Cly scaled the steps and began crouching. He was too tall to comfortably stand in his own cabin. “As far as I know, that’s his name. This old woman in Chinatown, down in California—she told me it means honest and upright, and it doesn’t have anything to do with snakes. I’m forced to take her word for it.”


“Out of the way,” demanded another voice.


“I am out of the way,” Cly said without looking.


From below came another man, grinning and slightly fat. He was wearing a black fur hat with flaps that came down over his ears, and a brown leather coat held together with mismatched brass buttons.


“Rodimer, this is Miss Wilkes. Miss Wilkes, that’s Rodimer. Ignore him.”


“Ignore me?” He feigned affront as he failed to feign disinterest in Briar. “Oh, I should dearly pray that you wouldn’t!” He seized one of Briar’s hands and gave it a dry and elaborate kiss.


“All right, I won’t,” she assured him, reclaiming her hand. “Is this everyone?” she asked Cly.


“This is everyone. If I carried anyone else we wouldn’t have room for cargo. Fang, see about the ropes. Rodimer, the boilers are hot and ready to spray.”


“Hydrogen check?”


“Topped off over in Bradenton. Ought to be good to go for another few trips.”


“So the leak’s patched?”


“Leak’s patched.” Cly nodded. “You,” he said to Briar. “You ever flown before?”


She admitted that she hadn’t. “I’ll be all right,” she told him.


“You’d better. Any spills are your own, and you clean them up. Fair deal?”


“Fair deal. Should I sit down somewhere?”


He scanned the narrow cab and didn’t see anything that looked comfortable. “We don’t usually take passengers,” he said. “Sorry, but there’s no first-class in this bird. Pull up a crate and brace yourself if you want to see outside, or”—he waved an enormous arm toward a small, rounded door at the back of the craft—“there’s sleeping spots in the back area, just hammocks. Not one of them is fit for a lady, but you can sit there if you want. Do you get sick from moving?”


“No.”


“I’d ask that you be damned sure before you get too comfortable back there.”


She cut him off before he could say any more. “I don’t get sick, I said. I’ll stay out here. I want to see.”

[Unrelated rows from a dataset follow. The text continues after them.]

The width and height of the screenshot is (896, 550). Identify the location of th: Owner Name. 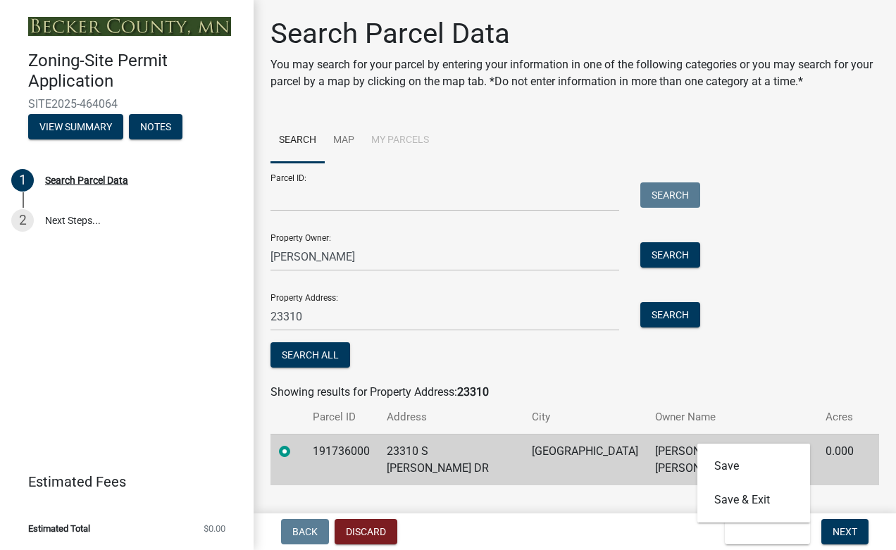
(731, 417). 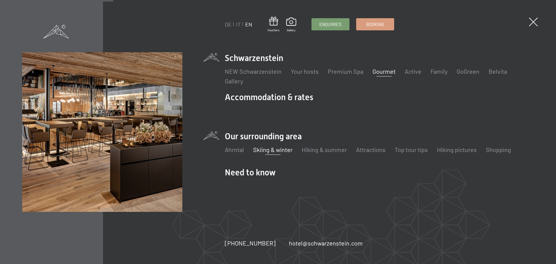 What do you see at coordinates (411, 150) in the screenshot?
I see `a: Top tour tips` at bounding box center [411, 150].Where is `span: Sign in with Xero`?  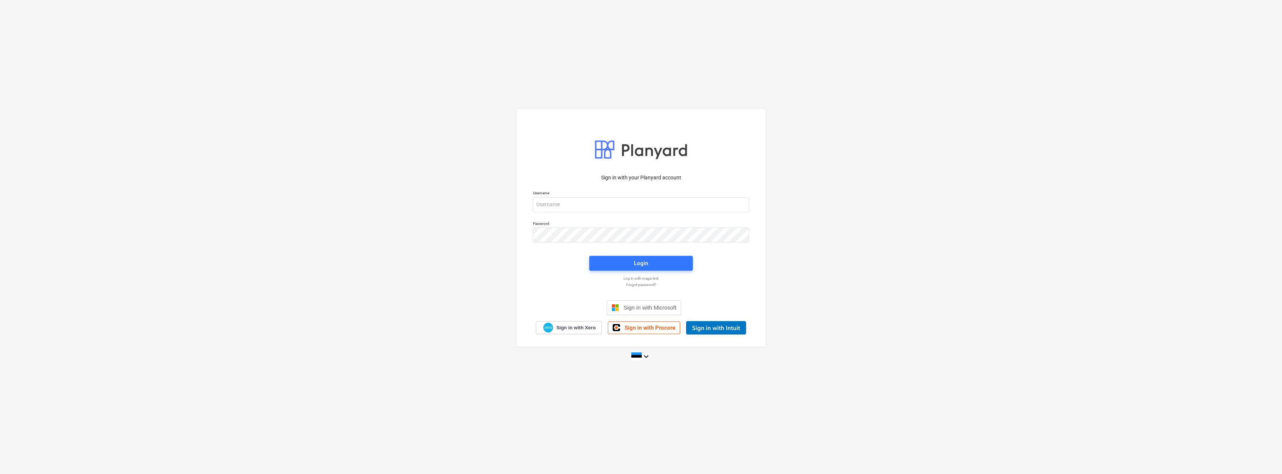 span: Sign in with Xero is located at coordinates (576, 328).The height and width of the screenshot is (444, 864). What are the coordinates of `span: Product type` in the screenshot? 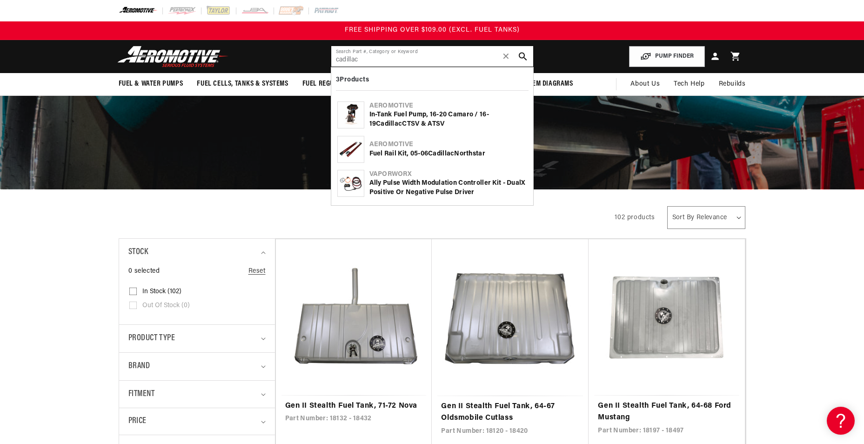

“Suit yourself,” he said. He grabbed a heavy box and pulled it over the floor until it was next to the nearest wall. “It’ll be an hour before we get to the wall, and then it’ll take half again that long to set up for the drop and catch. I’ll try to set you down someplace… well, there’s no place safe in there, but—”


Rodimer sat up straight and jerked his head around to look at Briar. “You’re going inside?” he asked in a voice too deliberately melodic for a man his size and shape. “Good God almighty, Cly. You’re going to dump the lady off behind the wall?”


“The lady made a very persuasive case.” Cly watched Briar from the corner of his eye.


“Miss Wilkes…” Rodimer repeated slowly, as if the name hadn’t meant anything to him when he’d heard it spoken; but upon replaying it in his head, he suspected that it was important. “Miss Wilkes, the walled city is no place for—”


“A lady, yes. That’s what they tell me. You’re not the first to say it, but I’d very much prefer that you’ve said your last on the subject. I need to get inside, and I will get inside, and Captain Cly is being kind enough to assist me.”


Rodimer closed his mouth, shook his head, and returned his attention to the console under his hands. “As you like, ma’am, but it’s a damned shame, if you don’t mind my saying so.”